Yes I understand the function that’s why I said kind of, it’s a mild annoyance to the user oucassionally so okay kind of bug but not really it’s possible there is a solution to the time outs but it’s not high on my list of things to deal with.
I suspect this would've already been considered - but why not a simple keepalive service to refresh the token every so often?
Wouldn't that kind of defeat the purpose of the token?
The purpose of the token is to verify that the user is the same user and not a third-party interloper sending fraudulent bits. Shouldn't make much difference if it lasts five minutes or five days - as long as the token itself isn't compromised then it serves its purpose.
By the Same-Origin Policy, hacker.com can submit data to poal.co (either via GET or POST hackery), but cannot actually read the responses from poal.co (which goes to the user, and not to hacker.com).
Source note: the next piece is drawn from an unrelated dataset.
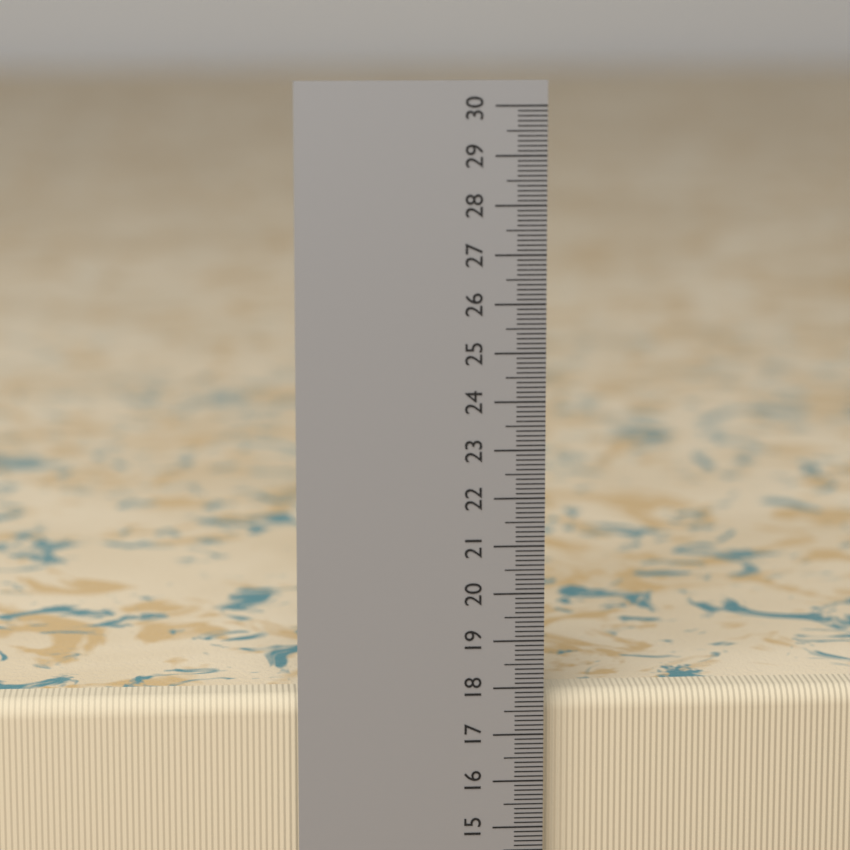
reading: 17.8 cm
Since hacker.com can't read the responses, it can't get the same token issued to itself as what is given to the user, and thus the csrf token (which should really be called an anti-csrf token) serves its purpose.
I'd think (and if anyone knows better, I'd ask them please to correct me here) that a simple keepalive for the token that persists while that user session is open, shouldn't cause any real security issues, at least in any sort of normal use case (I can see an edge case developing with really long lived tokens, which may expose cryptographic weaknesses in the token generation itself, but other than that nothing immediate comes to mind).